Problem statement:
Once the line with "Image resolution: width=476" is found, write it out along with each later line exactly, through the end of the entries, skipping every picture.

[Pixel coordinate grounding data]
---+---

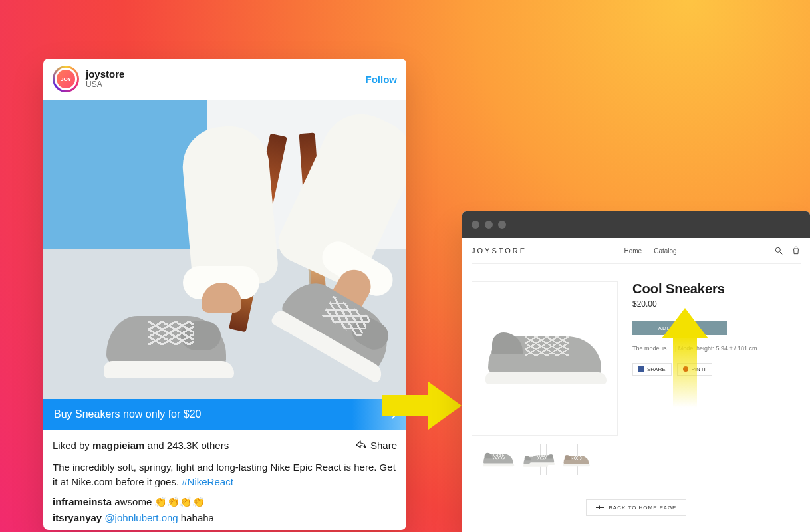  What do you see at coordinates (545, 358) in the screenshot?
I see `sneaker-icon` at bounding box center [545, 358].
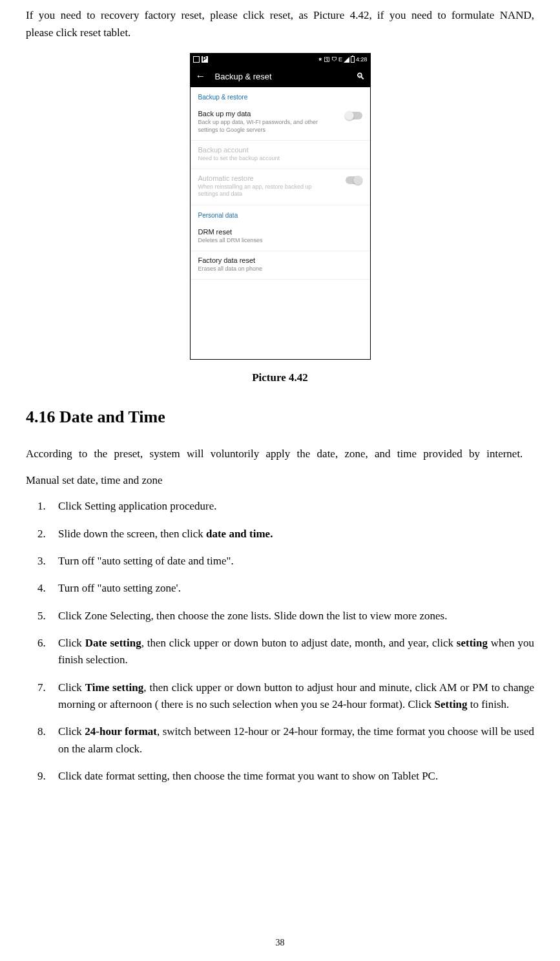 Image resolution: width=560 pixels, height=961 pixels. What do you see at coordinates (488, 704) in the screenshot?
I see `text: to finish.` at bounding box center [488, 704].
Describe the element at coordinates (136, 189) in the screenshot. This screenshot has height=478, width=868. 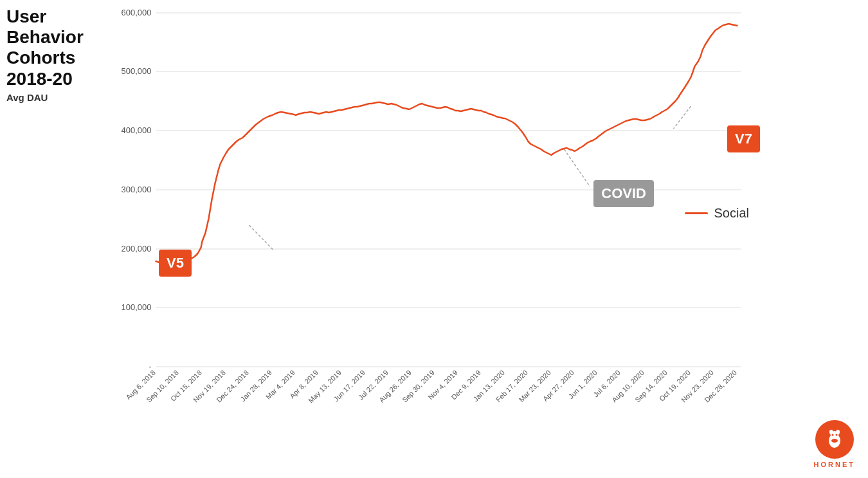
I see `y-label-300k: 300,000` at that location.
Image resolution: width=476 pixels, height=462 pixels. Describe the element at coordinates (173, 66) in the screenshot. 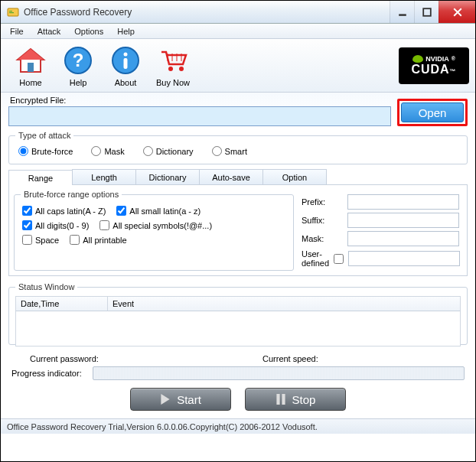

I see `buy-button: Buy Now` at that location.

---+---

Answer:
Image resolution: width=476 pixels, height=462 pixels. Describe the element at coordinates (173, 66) in the screenshot. 

I see `buy-button: Buy Now` at that location.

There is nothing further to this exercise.